From the Wii condom......
The MotionPlus itself is small — very small. It's a tiny thing. You can barely feel its weight in your hand, and once it innocuously clips in to the bottom of the Wii Remote, you're hardly aware that it's there.
Yet the MotionPlus makes a difference. The MotionPlus makes the Wii Remote whole. For the Wii controller, as originally implemented, was incomplete. Like a black-and-white TV signal, it needed a little something extra to bring it to life — to enter the world of colour.
That something extra is there. It's hard to describe, but it is real. You know it's real, because it immediately demands that you start playing Virtua Tennis 2009 differently to any other Wii game.
Every round that begins with a ritual: you have to calibrate the controller by pointing it at your player on the screen. Persons, teams, and nations have their pre-game hakas and so forth, but the benefit here is not psychosomatic. The MotionPlus must know precisely where it is before it can work its magic.
The most immediate effect is that it makes for a more challenging game of tennis. Yes, you can now subtly twist your hand during a stroke to put spin on the ball, and make it drop down right after it crosses the net. But you must also know what you’re doing — MotionPlus makes for a steeper learning curve. You have to follow through flawlessly to get those slices and lobs just right. The payoff is a level of court dominance that just wasn’t possible when the Wii Remote could only broadly detect movement.
On the accessories front, Nintendo engineers have thought of everything. There's a new, elongated rubber Wii Remote sleeve to go with the newer, longer controller, once assembled. This, presumably, will launch Day One with the add-on, to prevent any overlap where once again people find themselves flinging the things straight through their plasmas. There has been some paranoid speculation on the internet that this new rubber sleeve must be permanently held in place with glue. These reports are false; it works just the same as the old sleeve. No need to panic!
There's also a chunky locking mechanism on the under-side of the device, cunningly hidden by all the glossy publicity photos. Unlocked, a squeeze on the two buttons on the unit's sides will allow its insertion or removal. Locked, this becomes impossible. So the MotionPlus itself, properly used, won't become a deadly projectile with the potential of concussing the cat.
And, presumably, future versions of the Wii Remote will have MotionPlus built-in. Nintendo has a proud history of taking successful experiments in novelty and raising them atop their three pillars (though failures, like the Virtual Boy, are swept under the rug…).
http://www.gameplayer.com.au/gp_documents/WiiMotionPlusTested.aspx
So we can expect 2009 Holidays with a new Wii SKU???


The result should be all the records, exact and complete, without a single picture.

::::::::

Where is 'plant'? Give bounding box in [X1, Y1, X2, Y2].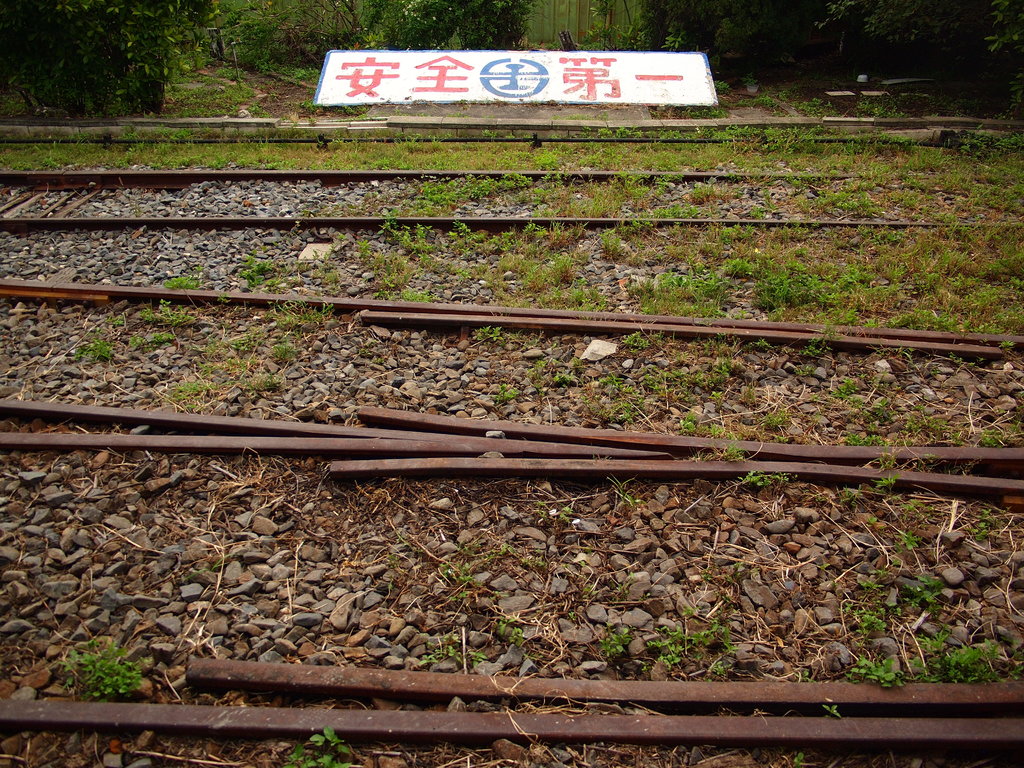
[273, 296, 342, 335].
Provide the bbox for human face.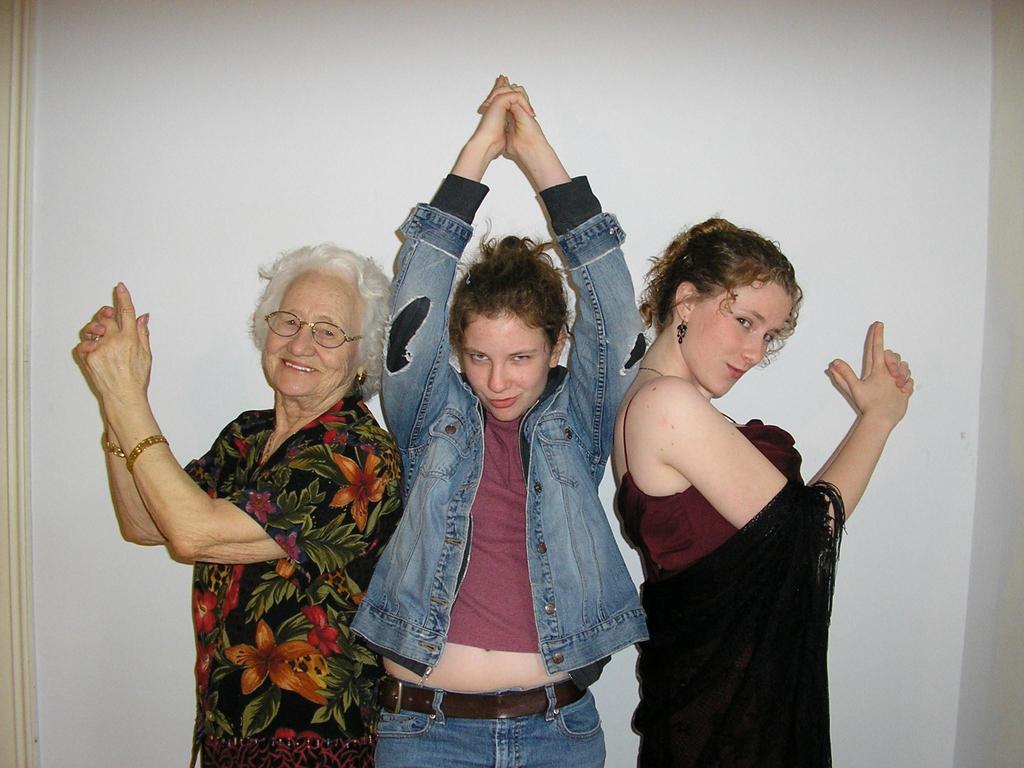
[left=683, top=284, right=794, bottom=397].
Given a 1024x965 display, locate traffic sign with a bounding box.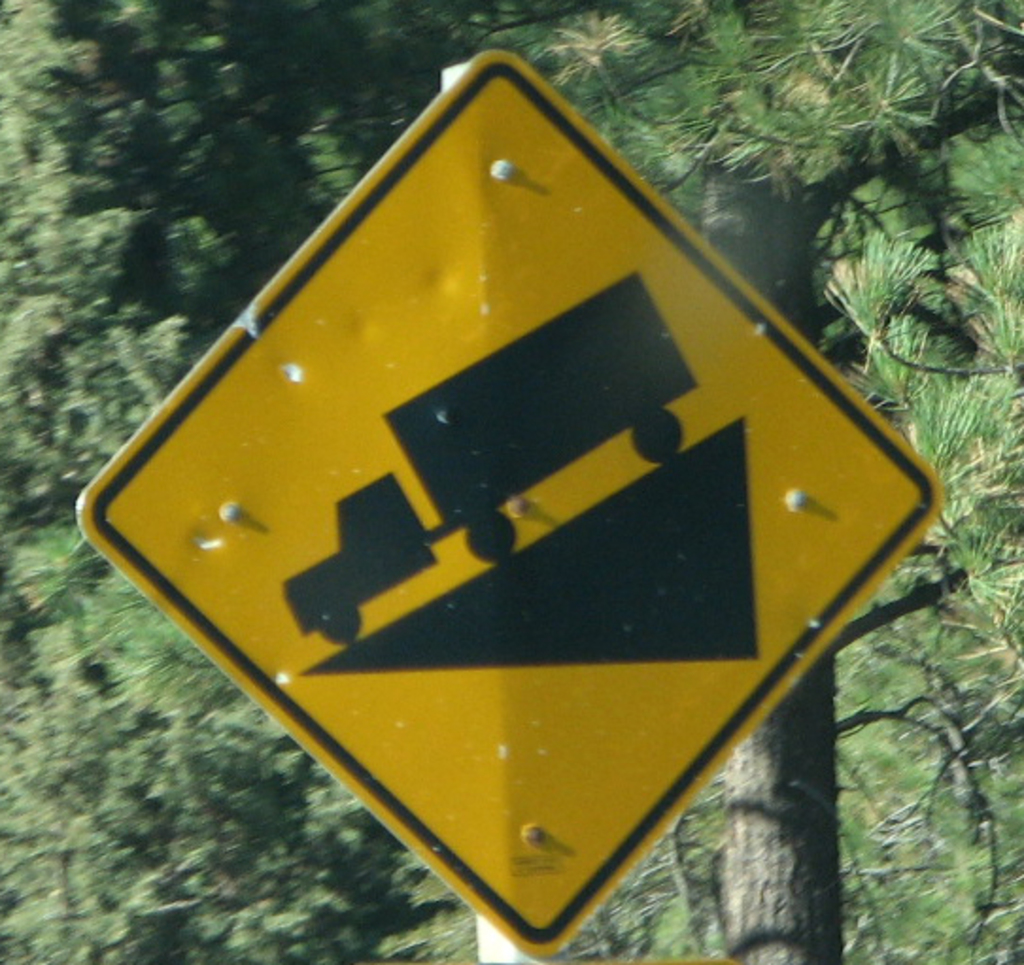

::::::::

■ **RESULT FOR THIS EXERCISE**
Where is 'plant'? Give bounding box in [X1, Y1, X2, Y2].
[273, 296, 342, 335].
Provide the bbox for human face.
[left=683, top=284, right=794, bottom=397].
Given a 1024x965 display, locate traffic sign with a bounding box.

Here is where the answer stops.